HONG KONG—Just hours after Beijing this month announced plans to abandon its one-child policy, an advertisement appeared on Chinese social media for a mobile app connecting pregnant women and new mothers with doctors.

The ad, from Shenzhen-based startup Mami Zhidao (“mommy knows”), featured four doctors dressed as comic superheroes. “We are here so you can feel comfortable to have babies,” it said.

It remains uncertain how much Beijing’s policy shift can boost China’s birthrate, but Mami Zhidao founder Liang Liang and other entrepreneurs say they have high hopes for the business of catering to mothers and children. Last week on Singles’ Day—China’s equivalent of the Black Friday and Cyber Monday shopping events in the U. S.—the baby-goods category was among the top performers on Alibaba Group Holding Ltd. ’s online marketplaces.

Venture capitalists say startups focusing on baby goods and services have potential to grow even as China’s economy slows, because of strong demand for safe, high-quality baby supplies. While other Internet ventures are finding it harder to raise capital, baby-products startups are getting backing from prominent investors, such as Sequoia Capital China. Baby-goods shopping sites Beibei and Mia.com reached $1 billion in valuation in their latest fundraising rounds, as did Lamabang, a social network for young moms.

“The market is growing. Younger generations are getting richer and they want better services,” says Mr. Liang, who founded Mami Zhidao last year. It has since attracted two million users and backing from a venture-capital arm of Japanese telecommunications company SoftBank Group Corp.

Research firm Analysys forecasts China’s market for businesses that serve mothers and babies—online and offline—will increase 15% to $244 billion this year and more than double by 2020.

Analysts forecast growth for the baby-related market even if Beijing’s policy shift doesn’t boost the birthrate significantly, because middle-class parents are willing to spend more on better products and services—especially through online channels, where such products are easier to come by than in China’s brick-and-mortar stores.

The market has caught the attention of the country’s biggest online-shopping companies, Alibaba and JD.com Inc., which are offering more imported baby goods on their sites. Demand is fueled by concerns over the safety of domestic products, lingering from a tainted-baby-formula scandal that shook China in 2008. Infant formula and baby food are among the most popular items for Chinese shoppers buying goods from overseas. According to a survey by iResearch, 75% of such online shoppers said they have bought baby formula at least once.

Alibaba and JD face competition from startups whose specialty sites seek to serve new Chinese parents seeking both high-quality baby products and parenting advice.

“The Chinese family is changing,” says Liu Nan, founder of Mia.com, which finds merchants abroad—from a German baby-clothing brand to a Japanese dietary-supplement maker—and brings their products to China. The startup has attracted top China venture backers including Sequoia Capital China and early-stage investor ZhenFund. It was valued at $1 billion by a $150 million fundraising round—led by Chinese Internet search provider Baidu Inc. —in September, when many Chinese tech startups struggled to raise funds after China’s stock market fell sharply this summer.

Shi Wenqian, a 25-year-old former bank employee in the eastern city of Wuxi who is six-months pregnant, uses a website called Babytree to gather information such as what food and beverages to avoid. Safety, not price, is the priority, she says. Like many other moms in mainland China, Ms. Shi plans to buy baby formula and food from Hong Kong when the baby arrives in February.

Shenzhen-based startup Mama Lianmeng (“mother alliance”), runs a social shopping site where new moms form groups and compare notes to find affordable but safe baby products.

For mothers choosing baby products, “the biggest problem is trust,” said co-founder Kong Qing, who previously worked at Chinese Internet company Tencent HoldingsLtd. Backed by venture-capital firms including Morningside Ventures, the site hosts more than 2,000 groups of mothers and 300,000 users.

“The market has a lot of room,” Ms. Kong says. “There are so many mothers who are not being served yet.”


» What the task requires: Below are records; reproduce exactly the lines from the first through the one containing "The image size is (572, 322).".

» Data provided:
-----

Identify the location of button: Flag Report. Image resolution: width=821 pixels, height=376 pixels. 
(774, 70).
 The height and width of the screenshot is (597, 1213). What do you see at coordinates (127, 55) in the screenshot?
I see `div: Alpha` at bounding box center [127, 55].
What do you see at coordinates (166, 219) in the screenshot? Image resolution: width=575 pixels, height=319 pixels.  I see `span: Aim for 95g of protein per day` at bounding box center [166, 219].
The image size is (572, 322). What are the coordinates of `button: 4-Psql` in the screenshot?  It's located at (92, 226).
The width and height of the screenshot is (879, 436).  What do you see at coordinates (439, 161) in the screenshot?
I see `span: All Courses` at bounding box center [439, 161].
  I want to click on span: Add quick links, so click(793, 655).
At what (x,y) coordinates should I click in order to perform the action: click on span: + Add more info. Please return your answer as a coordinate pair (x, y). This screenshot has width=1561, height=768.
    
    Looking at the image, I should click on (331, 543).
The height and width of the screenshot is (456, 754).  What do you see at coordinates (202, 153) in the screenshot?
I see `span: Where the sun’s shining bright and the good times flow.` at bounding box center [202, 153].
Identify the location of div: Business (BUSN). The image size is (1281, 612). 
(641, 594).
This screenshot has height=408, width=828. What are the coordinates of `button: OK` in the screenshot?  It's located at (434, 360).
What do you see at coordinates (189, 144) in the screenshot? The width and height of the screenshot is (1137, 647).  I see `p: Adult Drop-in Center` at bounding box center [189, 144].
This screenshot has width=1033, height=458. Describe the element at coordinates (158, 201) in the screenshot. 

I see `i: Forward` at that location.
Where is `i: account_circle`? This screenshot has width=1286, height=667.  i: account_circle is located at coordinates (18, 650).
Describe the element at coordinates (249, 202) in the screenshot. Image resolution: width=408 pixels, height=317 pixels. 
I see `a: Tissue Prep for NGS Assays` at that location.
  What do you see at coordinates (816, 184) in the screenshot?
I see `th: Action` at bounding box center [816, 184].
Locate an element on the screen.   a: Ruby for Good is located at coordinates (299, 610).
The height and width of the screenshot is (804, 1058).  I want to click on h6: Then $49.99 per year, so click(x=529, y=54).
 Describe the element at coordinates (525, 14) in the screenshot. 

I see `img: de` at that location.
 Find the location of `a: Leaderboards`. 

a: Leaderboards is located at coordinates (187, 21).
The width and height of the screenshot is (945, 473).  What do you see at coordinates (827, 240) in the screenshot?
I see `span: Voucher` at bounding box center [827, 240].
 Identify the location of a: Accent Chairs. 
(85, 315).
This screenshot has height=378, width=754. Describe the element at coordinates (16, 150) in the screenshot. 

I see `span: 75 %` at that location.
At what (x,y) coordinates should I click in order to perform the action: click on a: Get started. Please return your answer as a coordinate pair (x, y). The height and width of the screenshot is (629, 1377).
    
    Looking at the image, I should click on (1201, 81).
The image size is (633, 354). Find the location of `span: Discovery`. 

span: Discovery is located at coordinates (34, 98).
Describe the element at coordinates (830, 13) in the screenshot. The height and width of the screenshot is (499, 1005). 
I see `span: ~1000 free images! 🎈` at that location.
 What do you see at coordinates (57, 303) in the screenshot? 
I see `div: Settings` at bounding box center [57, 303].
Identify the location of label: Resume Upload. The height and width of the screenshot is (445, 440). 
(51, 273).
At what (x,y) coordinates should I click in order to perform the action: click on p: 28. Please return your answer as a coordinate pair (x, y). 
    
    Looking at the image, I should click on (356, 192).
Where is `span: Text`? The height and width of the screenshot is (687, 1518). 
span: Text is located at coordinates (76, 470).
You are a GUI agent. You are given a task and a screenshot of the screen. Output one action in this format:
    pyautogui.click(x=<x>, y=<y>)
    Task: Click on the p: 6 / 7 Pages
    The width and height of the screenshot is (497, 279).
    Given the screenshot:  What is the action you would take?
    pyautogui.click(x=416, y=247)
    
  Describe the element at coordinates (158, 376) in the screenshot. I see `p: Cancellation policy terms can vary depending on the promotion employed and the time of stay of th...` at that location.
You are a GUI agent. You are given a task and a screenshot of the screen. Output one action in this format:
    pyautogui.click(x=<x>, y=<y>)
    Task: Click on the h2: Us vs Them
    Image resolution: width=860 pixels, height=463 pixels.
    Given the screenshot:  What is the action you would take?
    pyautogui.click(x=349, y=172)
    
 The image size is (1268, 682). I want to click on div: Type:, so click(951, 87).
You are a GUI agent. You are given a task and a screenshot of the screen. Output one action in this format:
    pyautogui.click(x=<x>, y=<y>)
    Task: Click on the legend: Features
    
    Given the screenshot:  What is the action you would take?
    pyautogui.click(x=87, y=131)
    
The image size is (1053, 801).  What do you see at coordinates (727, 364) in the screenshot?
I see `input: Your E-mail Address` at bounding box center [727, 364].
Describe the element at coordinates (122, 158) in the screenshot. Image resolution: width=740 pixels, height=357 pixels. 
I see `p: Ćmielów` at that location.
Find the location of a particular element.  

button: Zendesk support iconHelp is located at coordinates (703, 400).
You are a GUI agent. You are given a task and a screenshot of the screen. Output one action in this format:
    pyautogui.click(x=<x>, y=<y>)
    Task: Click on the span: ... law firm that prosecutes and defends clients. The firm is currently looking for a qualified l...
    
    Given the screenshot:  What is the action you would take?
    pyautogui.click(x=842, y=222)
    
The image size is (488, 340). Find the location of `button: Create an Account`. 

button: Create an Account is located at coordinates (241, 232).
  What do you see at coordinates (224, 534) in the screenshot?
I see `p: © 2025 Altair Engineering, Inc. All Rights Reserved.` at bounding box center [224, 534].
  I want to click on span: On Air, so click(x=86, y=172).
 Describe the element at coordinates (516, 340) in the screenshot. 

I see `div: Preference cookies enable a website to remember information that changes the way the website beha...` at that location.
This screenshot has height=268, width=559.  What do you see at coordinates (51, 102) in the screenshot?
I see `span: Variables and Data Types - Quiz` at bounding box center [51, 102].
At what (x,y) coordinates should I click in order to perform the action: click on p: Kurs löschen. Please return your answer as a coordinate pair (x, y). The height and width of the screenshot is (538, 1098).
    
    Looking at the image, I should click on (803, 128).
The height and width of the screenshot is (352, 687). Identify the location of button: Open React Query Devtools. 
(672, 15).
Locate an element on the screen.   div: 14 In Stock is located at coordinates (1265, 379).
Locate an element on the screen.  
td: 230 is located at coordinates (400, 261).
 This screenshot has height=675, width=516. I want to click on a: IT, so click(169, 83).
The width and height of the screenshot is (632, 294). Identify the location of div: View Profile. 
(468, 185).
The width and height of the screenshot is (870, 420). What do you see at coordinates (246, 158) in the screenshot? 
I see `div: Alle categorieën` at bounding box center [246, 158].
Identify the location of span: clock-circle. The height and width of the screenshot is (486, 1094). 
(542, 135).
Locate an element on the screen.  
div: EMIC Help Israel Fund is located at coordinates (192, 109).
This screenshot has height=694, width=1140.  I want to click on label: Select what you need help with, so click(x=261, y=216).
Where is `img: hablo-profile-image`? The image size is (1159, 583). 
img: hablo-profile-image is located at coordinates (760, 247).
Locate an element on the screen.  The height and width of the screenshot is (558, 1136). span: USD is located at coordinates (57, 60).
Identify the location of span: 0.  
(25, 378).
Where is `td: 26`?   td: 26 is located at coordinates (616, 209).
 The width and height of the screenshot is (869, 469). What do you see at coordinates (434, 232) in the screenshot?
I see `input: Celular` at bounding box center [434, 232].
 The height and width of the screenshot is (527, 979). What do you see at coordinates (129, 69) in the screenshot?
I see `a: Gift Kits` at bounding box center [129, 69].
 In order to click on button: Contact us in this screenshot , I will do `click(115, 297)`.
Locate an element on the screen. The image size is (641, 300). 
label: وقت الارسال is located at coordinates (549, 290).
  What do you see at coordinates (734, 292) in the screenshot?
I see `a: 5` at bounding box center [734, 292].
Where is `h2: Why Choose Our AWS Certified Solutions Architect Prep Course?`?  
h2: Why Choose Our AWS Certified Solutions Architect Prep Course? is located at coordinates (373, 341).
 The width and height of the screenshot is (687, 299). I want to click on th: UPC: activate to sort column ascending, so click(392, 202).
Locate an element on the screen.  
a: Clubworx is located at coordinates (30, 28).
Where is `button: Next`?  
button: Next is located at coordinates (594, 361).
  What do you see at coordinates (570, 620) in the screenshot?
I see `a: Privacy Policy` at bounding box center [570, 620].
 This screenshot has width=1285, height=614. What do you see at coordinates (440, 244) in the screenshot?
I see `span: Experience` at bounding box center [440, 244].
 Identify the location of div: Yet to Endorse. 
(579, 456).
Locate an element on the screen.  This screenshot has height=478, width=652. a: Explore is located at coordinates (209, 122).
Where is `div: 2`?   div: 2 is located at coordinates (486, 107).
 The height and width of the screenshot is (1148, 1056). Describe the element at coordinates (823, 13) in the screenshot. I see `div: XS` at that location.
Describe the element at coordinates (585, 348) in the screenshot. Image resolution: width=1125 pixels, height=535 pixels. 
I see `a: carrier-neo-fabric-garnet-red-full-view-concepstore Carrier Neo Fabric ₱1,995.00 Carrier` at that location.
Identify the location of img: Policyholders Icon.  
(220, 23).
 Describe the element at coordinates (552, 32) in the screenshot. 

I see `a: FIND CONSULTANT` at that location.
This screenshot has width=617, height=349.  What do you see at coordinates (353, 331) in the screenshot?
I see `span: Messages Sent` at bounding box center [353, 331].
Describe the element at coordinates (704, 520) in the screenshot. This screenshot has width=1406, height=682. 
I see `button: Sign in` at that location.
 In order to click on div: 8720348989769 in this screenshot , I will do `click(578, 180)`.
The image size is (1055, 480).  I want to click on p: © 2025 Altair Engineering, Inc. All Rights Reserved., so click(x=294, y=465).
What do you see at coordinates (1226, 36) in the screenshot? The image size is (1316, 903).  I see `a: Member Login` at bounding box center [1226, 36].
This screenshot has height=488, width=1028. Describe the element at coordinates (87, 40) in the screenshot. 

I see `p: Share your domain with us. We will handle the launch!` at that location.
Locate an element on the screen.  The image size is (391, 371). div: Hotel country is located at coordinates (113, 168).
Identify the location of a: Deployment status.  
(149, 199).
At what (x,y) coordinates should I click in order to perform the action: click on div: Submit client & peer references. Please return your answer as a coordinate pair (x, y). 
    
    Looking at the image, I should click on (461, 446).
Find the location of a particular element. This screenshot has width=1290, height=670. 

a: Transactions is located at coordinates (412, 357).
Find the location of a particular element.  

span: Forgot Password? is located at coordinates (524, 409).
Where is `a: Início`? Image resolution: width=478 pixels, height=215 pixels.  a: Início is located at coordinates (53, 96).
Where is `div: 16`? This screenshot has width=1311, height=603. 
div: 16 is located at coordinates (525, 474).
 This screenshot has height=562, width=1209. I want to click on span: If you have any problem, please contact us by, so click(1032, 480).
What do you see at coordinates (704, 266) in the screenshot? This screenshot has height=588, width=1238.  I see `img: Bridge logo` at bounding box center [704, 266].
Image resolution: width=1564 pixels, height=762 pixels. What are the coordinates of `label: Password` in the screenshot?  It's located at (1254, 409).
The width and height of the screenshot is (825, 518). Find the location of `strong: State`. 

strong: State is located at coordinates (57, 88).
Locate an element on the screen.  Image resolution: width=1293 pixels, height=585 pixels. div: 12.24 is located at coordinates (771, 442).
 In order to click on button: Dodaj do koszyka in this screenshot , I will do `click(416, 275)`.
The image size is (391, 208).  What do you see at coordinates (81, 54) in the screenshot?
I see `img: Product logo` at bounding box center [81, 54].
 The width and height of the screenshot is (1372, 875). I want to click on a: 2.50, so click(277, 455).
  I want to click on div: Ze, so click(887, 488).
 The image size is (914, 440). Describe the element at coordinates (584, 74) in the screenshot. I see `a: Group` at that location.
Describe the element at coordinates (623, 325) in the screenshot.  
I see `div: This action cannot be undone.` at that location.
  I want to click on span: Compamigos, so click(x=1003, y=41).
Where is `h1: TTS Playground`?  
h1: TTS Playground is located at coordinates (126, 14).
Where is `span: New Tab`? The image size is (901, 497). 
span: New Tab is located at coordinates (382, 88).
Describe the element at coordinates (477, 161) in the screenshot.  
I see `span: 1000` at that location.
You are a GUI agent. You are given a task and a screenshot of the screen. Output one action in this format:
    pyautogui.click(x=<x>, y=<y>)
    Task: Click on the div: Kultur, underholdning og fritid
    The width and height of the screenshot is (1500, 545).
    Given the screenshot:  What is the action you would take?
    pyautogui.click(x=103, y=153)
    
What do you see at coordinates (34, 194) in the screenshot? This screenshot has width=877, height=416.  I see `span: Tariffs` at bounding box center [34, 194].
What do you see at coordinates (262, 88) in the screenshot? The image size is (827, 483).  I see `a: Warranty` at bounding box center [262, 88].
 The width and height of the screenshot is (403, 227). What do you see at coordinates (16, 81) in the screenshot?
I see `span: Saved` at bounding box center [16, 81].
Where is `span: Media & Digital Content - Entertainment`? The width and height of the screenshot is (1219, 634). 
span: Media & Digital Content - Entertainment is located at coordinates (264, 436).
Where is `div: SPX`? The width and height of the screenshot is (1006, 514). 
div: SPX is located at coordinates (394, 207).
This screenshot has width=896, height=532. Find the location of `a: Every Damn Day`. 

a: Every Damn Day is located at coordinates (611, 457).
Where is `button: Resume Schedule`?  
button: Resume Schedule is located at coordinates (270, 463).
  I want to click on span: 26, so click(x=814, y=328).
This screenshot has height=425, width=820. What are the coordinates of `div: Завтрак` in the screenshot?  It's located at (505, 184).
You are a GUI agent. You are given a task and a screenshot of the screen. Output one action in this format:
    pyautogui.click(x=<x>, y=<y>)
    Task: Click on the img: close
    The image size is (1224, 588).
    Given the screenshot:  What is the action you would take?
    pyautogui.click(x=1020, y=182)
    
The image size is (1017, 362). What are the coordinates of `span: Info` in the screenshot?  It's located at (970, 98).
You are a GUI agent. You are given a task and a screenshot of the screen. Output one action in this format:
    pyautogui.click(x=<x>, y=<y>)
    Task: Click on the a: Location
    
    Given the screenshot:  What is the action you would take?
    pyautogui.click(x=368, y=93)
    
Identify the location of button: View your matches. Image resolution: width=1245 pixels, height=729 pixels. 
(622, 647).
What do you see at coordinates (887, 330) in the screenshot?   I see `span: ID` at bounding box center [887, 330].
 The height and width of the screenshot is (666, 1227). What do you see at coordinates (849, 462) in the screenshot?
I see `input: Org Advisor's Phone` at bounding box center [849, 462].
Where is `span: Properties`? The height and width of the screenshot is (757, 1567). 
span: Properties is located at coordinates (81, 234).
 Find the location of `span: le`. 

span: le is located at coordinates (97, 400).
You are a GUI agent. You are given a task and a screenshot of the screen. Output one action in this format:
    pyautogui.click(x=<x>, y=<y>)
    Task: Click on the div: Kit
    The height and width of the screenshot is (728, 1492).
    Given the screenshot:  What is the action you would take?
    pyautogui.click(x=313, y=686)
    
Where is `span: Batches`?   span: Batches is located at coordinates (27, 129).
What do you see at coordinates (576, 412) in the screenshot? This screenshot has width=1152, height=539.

-----

» Problem solution:
Identify the location of button: Flag Report. Image resolution: width=821 pixels, height=376 pixels. 
(774, 70).
 The height and width of the screenshot is (597, 1213). What do you see at coordinates (127, 55) in the screenshot?
I see `div: Alpha` at bounding box center [127, 55].
What do you see at coordinates (166, 219) in the screenshot? Image resolution: width=575 pixels, height=319 pixels.  I see `span: Aim for 95g of protein per day` at bounding box center [166, 219].
The image size is (572, 322). What are the coordinates of `button: 4-Psql` in the screenshot?  It's located at (92, 226).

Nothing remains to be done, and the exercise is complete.